According to HIV/AIDS specialists working in the country, Cambodia suffers predominately
from the HIV 1 strain of the virus - a strain which flourishes through heterosexual
transmission and destroys the body's immune system within seven to ten years.
No one survives infection. Those contracting the disease are condemned to die from
a myriad of infections which eventually invade and overwhelm the body.
AIDS Program director Bun Leng said at current rates of infection 200,000 Cambodians
would be HIV-positive by the year 2000, and he appealed for more international help
to slow the spread of the disease.
"The spread of [HIV] is very fast and is increasing, but this does not mean
we don't know how to deal with the problem. We have a good strategy, but our means
of responding is very limited.
"To reduce the spread of the disease effectively, the World Health Organization
has calculated that you must spend one dollar per head of population per year [for
detection and education]. But we are spending only a fraction of that," he said.
"We are spending just $500,000 for a population of about ten million people."
Bun Leng said Cambodia needed to conduct a much more aggressive education campaign
and Cambodians had to acknowledge social and attitudinal changes which favor the
spread of the disease.
A two year report recently completed by the Cambodian Aids Social Research Project
questioned the traditional image of Cambodian women as chaste and found that around
one-third of young women are sexually active.
In addition, it found nearly 90 percent of young men have sex with prostitutes, their
girlfriends and - in the case of one in ten young men - other males.
Conducted by high school and university students trained as researchers, the survey
also found that nearly half of sexually active young men never use a condom.
"In Cambodia, HIV is spread overwhelmingly by heterosexual sex. HIV has spread
into the family - we are very concerned about married women because it is very hard
to reach them with education campaigns," according to Bun Leng.
"Poverty means many more people are prepared to have sex for money.
"Right now we are seeing an increase in sexual activity outside brothels. We
see beer girls, cigarette girls, massage parlors [not classified as commercial sex
workers] . All these are high risk groups that we need to reach [with] education,
but we have no budget to this."
"There are places where cyclo drivers can go to buy sex for 500 riels. When
sex costs less than a beer, we've got real problems," added a foreign AIDS specialist.
According to tests carried out by the National AIDS Program, the past year has seen
infection rates among police and military - both considered key reference groups
- decrease from around eight to five and a half per cent and eight to six percent
respectively.
Infection in pregnant women also seems to have dropped slightly to just under two
percent, but HIV infection in commercial sex workers (CSW's) now averages about 41
percent, up from 38 percent in 1995 and nine percent in 1992. In most provinces bordering
Thailand, the infection rate among sex workers averages 60 percent.

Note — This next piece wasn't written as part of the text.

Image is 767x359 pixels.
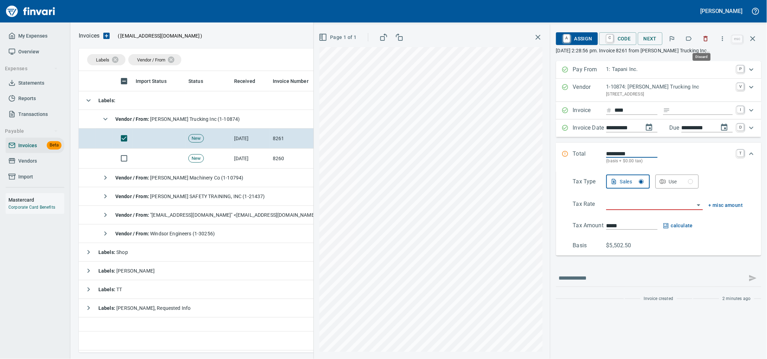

Local and foreign experts agree that in the near future the increasing numbers of
people developing AIDS will soon overwhelm Cambodia's rudimentary health care system.
"To understand the magnitude of the problem, look at how the health care system
copes with land mine victims," said one foreign specialist who requested anonymity.
"There is an estimated one hundred to three hundred land mine casualties each
month, and the health care system is severely strained. Within just a few years we
are talking about anything up to 12,000 patients with AIDS related disease each year."